Miss Personality
[ roleplaying games | uncategorized | video games ][ AI | bioshock | connecting | context | experience | levine | NPC | storytelling ]
[ September 14th, 2011 ]
[ by: Spikey ]
Oh, this hits the goods in me.
I just got affirmation that my ramblings are not on the wrong side of tracks. I mean, Ken Levine of Bioshock fame recently floored the audience with the latest iteration of Bioshock franchise. He (ok, the team) didn’t do that by reinventing pixels, but by giving the artificial characters incentives, agendas and ability to act true to the context they’re in. Giving them, hopefully, traits and unexpected people personalities that make the journey from begin to finish a little less lonely tube affair. Well, in practice, it’s not that rosy but damn close as it’s not scripted into unconforming timeline. It rather tries to react to where the player goes, what he does and what’s around. Mirroring and angling the surroundings.
I mean to say, ahem, damn. Yes. This is how narrative and being-there experience and involvement and all the other once-vapour golden ideas will be done. By recognizing the need for them, and then shoveling resources at them like it was nobody elses business, because it’s not impossible unless you keep blindly listening to grey-faced suits who project future core targets based on what has sold in the past five years. Don’t look there. Future ain’t in the past, unless you take into account other mediums and forms of storytelling. Like, I don’t know, books or television series with people in them. Possibly interacting with each other. Ok, that was slightly on the trolling side but how else can it be said?
I’ve often heard how a properly done AI companion could feel like a buddy on coop-mode at your side. Watching the AI / NPC gameplay video, that goes right down the drain. Know why? Your buddy is never present.
Let me open that one.
When your best mate evar is playing alongside with you, you see only his actions and the resulting effects. Solved puzzles, blown guard towers, whatnot. What the videogame and the mission requires. However, when you turn to look at the guy or the gal you’ve spent your childhood with, falling in sync from trees and hitting the curb face first while barreling downhill with crap bicycles, you don’t see him/her. Just a badly animated videogame character that slides around and repeats the videogame motions.
No visual connection or context to tie with, nor personality shining through. Your bud can do just what the player character is limited to do, and that’s always in minority compared to AI characters who need to connect with at least the context of the story and dialogue when interacting with the player. Player model, who incidentally, stands proud and motionless like a big tree, deferred light glimmering in his normalmaps.
Point being, you can’t properly connect with a stiff slidey videogame construct that has less naturality to its movements than an average kitchen appliance.
Your NPC buddy AI companion thing is not limited, though. As in the gameplay video, he/she can project very human traits — constructed, of course, but if they’re triggered by the surroundings and situation, they can become human. They become something player can relate with. Almost human reactions, if you may. If there’s an underlying structure and balance between predictability and unpredictability, they start to give off a whiff of a personality behind the actions.
Of course, there are logistics underneath. Building personality through animation, context sensitivity, AI, sound design, dialogue and all the other cogwheels of the machine is a massive task and there’s no sense nor chance to populate whole game world with such characters. It’d be awfully nice, of course, but then designers and writers would break their heads trying to make the key characters stand out. The mass and weight of it just needs to be recognized and placed accordingly in the game, to have it impact the world and story.
In regular co-op, as fun and blast it may be, your best bud fighting alongside you isn’t going to humor you by sticking his head into a barrel and testing the echo for the fun of it. That’s not acting out in a world together. It’s more akin to perhaps scooting radiocontrolled cars around a track together. Bloody good fun, yes, but try and stick that into a narrative context and something’s gonna be missing, unless just watching events unfold from synchronized actions counts. Sometimes it does, but even then it has to be done from the get go with that in mind without shooting for what can’t be done. Recognizing the means, etc.
Of course, getting back to the gameplay video, nothing’s done right until it’s in the hands of everyone and receiving actual love and tears. So far there’s only a glimpse of gameplay video, and cynicism is easy. I for one try and be optimistic about this, as I take this bloody personally. Now, that camera and some of the strained sort of animation.. Ah, can’t have everything in one go, can I?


**Task goal**
Find how many lines in the material contain "Diagonally"; your answer should be that number alone.

..............................

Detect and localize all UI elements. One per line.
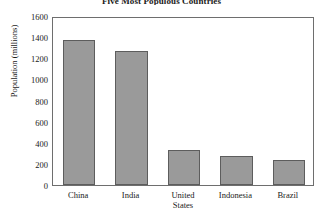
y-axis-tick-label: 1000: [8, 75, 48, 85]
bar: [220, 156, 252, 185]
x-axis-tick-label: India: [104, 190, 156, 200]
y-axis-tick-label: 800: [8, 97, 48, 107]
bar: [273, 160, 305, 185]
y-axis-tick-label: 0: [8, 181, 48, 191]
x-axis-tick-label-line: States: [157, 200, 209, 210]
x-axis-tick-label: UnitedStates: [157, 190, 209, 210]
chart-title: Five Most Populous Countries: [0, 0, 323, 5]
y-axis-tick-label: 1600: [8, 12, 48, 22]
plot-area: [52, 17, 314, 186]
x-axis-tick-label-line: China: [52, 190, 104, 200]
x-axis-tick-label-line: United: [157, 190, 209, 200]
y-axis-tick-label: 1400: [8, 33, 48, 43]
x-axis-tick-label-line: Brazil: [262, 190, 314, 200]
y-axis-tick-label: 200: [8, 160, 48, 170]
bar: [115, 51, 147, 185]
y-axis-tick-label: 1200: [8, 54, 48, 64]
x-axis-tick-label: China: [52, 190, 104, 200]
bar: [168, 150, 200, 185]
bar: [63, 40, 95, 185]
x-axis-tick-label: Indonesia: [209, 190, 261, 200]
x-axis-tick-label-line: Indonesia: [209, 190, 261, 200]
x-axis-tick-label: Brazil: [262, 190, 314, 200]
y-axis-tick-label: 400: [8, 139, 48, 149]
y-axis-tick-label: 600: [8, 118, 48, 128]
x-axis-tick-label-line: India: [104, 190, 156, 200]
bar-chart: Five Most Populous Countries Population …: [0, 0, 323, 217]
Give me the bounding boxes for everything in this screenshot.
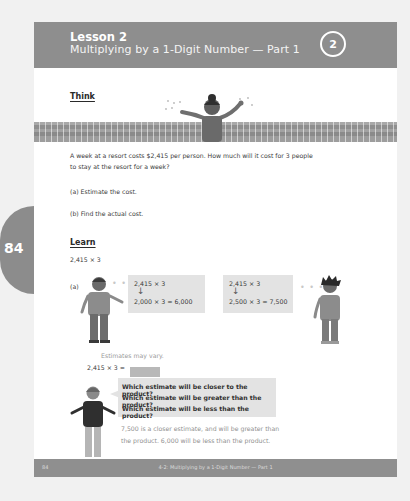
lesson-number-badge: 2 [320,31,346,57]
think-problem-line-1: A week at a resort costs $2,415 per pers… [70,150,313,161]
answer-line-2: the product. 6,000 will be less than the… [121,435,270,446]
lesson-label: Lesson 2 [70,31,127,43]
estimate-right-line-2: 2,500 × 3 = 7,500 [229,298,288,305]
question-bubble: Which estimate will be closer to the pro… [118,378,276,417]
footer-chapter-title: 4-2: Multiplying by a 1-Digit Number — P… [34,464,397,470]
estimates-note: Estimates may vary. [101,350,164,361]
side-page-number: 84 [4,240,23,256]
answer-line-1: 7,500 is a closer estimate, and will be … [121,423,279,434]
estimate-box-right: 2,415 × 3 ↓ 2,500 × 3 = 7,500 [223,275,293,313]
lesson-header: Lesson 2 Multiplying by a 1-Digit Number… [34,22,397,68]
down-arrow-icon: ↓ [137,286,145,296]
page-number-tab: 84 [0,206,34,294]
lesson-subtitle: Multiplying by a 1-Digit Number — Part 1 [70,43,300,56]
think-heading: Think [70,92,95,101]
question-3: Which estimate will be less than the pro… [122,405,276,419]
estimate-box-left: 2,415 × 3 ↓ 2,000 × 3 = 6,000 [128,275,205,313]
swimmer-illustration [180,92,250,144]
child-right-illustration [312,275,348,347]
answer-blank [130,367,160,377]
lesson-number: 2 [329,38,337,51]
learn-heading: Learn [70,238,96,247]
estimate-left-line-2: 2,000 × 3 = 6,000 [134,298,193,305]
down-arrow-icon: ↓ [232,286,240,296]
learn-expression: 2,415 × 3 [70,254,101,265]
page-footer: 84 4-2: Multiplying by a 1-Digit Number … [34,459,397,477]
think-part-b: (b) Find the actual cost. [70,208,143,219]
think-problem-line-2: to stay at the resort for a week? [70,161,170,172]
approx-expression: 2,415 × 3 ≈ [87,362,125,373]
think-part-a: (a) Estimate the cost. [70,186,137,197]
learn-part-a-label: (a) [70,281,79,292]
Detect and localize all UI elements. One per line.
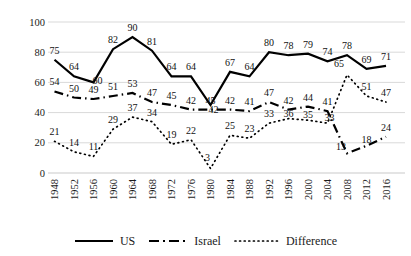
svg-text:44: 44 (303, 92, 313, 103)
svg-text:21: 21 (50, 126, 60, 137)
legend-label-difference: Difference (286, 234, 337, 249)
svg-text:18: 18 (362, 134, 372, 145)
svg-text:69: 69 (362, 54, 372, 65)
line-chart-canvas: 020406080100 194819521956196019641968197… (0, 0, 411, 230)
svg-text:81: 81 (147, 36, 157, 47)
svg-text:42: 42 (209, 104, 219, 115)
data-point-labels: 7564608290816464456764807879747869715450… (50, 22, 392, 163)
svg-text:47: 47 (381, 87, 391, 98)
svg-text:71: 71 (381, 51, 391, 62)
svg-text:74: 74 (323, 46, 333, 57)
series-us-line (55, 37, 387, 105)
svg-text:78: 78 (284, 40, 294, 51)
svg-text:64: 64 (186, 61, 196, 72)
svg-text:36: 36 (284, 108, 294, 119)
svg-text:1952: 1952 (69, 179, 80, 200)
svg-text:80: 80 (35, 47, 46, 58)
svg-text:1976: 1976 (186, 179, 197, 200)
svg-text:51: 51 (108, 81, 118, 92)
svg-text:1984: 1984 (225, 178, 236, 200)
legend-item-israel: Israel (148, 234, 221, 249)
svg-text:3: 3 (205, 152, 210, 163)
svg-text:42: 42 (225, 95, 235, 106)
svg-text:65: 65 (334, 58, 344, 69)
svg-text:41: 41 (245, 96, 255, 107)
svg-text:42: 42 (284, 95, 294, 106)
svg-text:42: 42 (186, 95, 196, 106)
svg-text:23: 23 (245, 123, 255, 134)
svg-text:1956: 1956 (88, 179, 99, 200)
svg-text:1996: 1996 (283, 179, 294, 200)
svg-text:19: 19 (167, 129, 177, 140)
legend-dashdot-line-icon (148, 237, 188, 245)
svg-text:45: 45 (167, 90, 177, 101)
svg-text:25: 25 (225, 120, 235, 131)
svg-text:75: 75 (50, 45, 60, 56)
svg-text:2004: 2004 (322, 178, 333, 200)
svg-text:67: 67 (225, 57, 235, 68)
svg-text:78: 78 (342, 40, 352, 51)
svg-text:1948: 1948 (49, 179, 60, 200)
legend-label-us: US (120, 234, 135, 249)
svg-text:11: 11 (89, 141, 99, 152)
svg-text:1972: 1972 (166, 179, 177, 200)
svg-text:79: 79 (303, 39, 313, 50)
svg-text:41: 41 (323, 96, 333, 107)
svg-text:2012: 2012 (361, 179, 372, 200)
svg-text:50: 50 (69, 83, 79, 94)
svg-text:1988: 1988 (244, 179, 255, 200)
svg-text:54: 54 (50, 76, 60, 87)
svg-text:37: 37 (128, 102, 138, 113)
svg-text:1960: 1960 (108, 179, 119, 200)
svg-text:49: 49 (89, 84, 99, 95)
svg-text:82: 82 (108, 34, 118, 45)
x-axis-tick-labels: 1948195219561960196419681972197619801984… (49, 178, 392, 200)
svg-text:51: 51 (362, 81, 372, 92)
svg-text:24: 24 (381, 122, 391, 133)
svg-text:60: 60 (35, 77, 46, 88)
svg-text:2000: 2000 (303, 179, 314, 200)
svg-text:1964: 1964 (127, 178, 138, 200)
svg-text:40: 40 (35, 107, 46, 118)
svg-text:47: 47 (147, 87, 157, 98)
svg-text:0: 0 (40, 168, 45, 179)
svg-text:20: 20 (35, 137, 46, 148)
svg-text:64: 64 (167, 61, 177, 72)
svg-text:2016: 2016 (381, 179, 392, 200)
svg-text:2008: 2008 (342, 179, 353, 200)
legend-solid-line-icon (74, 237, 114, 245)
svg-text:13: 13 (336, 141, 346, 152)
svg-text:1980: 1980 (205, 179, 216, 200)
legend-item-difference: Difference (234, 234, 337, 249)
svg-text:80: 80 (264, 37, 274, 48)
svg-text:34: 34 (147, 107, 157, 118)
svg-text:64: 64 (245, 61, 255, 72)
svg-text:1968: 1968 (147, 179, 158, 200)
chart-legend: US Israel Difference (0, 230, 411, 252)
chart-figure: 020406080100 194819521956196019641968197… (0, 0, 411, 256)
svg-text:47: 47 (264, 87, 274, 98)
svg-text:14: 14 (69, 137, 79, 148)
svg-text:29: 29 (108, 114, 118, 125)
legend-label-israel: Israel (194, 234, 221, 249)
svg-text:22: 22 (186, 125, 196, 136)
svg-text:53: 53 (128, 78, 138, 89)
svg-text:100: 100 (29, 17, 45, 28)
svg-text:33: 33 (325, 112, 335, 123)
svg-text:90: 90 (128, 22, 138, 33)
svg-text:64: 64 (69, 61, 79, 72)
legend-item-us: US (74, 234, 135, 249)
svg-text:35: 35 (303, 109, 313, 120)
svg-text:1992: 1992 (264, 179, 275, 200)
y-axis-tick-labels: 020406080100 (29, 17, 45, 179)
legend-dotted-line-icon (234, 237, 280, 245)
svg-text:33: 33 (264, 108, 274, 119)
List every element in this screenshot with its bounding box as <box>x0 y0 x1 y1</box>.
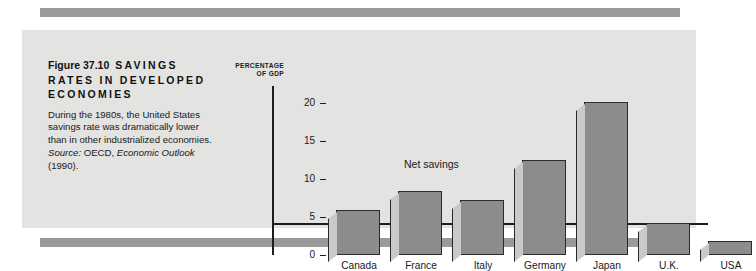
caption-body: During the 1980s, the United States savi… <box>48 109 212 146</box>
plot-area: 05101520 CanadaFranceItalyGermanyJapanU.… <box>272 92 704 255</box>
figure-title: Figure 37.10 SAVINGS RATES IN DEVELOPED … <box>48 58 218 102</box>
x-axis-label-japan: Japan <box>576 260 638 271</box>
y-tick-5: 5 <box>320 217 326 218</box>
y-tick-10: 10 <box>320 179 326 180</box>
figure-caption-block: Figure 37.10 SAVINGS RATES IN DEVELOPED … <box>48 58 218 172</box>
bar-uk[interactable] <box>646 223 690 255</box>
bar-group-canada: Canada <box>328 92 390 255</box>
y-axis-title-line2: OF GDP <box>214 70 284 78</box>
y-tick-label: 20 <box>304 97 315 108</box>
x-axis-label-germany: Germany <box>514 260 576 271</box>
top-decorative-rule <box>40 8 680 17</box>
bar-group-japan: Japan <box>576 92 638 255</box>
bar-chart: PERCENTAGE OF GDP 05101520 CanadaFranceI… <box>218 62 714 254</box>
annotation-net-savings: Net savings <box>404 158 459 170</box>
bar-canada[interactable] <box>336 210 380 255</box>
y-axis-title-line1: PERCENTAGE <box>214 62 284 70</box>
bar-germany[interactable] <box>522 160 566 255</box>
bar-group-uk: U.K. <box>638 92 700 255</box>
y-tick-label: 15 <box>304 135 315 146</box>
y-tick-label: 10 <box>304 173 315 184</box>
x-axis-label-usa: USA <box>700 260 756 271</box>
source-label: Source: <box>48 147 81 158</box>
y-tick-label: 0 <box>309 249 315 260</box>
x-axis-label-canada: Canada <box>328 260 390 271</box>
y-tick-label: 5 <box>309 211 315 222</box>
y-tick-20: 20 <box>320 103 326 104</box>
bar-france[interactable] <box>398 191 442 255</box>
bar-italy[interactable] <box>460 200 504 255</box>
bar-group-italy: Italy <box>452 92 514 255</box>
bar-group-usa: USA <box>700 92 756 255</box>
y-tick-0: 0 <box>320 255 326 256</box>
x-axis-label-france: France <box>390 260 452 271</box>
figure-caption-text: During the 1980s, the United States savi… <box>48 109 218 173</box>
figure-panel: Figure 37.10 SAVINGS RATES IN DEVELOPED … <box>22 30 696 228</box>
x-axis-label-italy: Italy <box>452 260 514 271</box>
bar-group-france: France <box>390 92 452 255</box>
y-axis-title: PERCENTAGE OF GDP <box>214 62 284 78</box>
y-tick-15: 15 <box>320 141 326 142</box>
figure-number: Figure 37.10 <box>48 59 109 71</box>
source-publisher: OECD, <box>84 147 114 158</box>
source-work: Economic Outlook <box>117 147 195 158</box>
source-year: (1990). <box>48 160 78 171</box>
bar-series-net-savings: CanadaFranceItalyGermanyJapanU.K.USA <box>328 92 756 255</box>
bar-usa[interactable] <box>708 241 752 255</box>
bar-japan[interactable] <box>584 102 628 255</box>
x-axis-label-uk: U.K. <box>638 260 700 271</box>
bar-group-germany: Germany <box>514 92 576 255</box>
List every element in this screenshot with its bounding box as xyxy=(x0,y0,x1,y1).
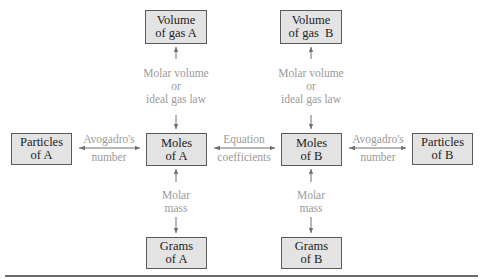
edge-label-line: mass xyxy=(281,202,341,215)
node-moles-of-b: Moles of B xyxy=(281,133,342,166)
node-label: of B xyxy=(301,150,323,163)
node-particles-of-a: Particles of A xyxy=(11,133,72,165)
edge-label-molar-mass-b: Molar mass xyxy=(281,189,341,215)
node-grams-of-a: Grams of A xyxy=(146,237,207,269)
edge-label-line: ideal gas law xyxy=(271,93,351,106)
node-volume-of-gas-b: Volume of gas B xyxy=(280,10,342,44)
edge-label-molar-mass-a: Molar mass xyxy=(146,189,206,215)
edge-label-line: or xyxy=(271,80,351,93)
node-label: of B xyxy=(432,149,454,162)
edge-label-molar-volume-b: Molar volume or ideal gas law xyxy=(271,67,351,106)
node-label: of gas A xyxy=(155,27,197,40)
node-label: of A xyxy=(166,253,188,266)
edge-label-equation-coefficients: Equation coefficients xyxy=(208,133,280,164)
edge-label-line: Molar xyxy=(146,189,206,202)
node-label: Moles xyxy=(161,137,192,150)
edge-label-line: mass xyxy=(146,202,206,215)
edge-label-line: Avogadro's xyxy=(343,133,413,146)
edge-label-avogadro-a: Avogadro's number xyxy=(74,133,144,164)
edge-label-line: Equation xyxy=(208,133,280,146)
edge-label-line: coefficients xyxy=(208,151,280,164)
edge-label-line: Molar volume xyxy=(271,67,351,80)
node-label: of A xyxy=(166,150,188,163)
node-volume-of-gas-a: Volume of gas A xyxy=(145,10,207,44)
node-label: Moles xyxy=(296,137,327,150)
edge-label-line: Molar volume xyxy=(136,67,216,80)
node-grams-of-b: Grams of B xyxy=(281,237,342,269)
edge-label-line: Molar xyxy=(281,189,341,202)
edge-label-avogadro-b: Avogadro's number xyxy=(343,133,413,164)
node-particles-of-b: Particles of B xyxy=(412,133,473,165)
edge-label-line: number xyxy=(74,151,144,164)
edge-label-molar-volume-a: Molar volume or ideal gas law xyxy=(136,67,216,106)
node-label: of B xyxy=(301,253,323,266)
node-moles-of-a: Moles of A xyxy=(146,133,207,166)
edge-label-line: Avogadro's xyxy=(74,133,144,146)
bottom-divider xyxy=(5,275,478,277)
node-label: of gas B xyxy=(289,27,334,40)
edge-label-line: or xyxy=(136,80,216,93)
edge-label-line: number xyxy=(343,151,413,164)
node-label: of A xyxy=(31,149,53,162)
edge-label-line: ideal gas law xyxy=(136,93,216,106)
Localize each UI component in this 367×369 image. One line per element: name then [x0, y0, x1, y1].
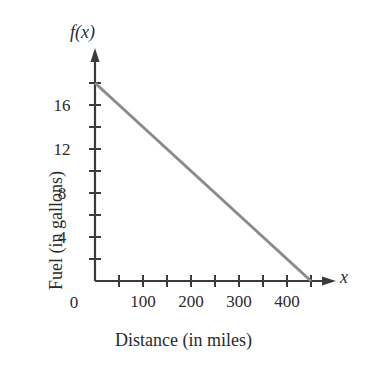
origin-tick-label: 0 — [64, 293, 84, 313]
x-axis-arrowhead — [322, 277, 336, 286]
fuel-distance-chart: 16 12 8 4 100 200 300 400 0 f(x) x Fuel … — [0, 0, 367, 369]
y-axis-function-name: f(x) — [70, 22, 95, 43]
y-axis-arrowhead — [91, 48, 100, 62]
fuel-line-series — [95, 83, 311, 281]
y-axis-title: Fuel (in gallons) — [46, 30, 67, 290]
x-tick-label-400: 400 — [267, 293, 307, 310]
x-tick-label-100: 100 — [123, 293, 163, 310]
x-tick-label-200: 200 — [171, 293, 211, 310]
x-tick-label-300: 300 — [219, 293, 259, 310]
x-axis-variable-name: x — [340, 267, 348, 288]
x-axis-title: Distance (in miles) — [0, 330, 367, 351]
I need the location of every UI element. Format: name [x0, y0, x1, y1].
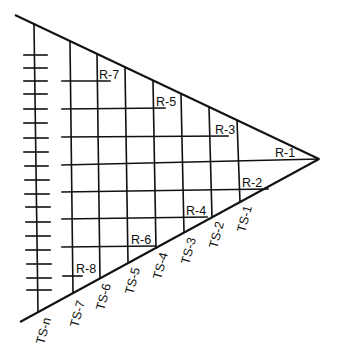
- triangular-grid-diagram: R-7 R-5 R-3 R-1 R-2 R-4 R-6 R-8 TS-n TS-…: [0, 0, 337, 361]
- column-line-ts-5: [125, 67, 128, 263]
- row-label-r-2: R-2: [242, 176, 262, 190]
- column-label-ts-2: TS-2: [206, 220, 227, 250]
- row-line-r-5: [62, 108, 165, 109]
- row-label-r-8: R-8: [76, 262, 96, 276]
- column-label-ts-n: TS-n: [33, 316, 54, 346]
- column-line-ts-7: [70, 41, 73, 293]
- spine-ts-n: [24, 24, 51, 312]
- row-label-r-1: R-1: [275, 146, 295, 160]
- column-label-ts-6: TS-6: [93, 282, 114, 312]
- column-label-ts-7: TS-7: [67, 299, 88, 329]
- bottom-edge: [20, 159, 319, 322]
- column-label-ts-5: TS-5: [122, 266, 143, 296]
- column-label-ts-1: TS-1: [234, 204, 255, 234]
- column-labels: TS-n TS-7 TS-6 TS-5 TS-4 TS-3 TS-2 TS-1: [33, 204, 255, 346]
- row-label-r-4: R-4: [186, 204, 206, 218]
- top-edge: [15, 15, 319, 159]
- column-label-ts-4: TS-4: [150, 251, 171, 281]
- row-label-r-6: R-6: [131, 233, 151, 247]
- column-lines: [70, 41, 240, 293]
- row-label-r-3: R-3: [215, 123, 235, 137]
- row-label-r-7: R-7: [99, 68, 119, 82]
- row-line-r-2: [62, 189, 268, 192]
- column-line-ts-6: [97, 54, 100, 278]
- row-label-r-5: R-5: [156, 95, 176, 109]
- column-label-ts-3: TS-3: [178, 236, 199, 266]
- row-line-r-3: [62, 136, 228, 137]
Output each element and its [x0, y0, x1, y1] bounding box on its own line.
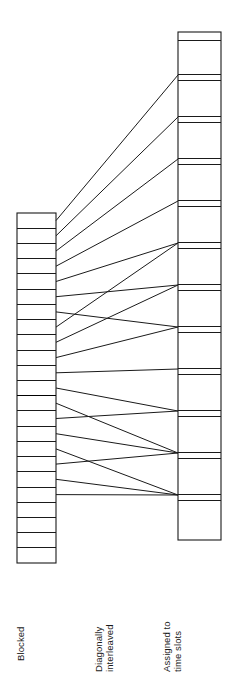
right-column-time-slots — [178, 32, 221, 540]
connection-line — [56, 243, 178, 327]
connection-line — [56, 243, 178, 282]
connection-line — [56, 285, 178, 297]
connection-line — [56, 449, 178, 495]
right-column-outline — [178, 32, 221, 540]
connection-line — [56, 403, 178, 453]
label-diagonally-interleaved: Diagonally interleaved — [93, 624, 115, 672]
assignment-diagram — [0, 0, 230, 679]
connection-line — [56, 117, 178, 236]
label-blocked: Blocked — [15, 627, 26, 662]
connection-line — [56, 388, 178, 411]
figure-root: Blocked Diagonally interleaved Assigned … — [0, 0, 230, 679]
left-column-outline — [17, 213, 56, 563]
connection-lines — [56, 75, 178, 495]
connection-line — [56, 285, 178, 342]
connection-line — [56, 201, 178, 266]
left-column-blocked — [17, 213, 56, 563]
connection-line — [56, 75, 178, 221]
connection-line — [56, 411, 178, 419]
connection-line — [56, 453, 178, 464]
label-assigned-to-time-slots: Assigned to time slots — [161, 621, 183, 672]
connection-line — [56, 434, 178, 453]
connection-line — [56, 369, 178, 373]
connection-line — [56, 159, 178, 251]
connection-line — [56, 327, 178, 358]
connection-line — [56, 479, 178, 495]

..............................

**Task response**
2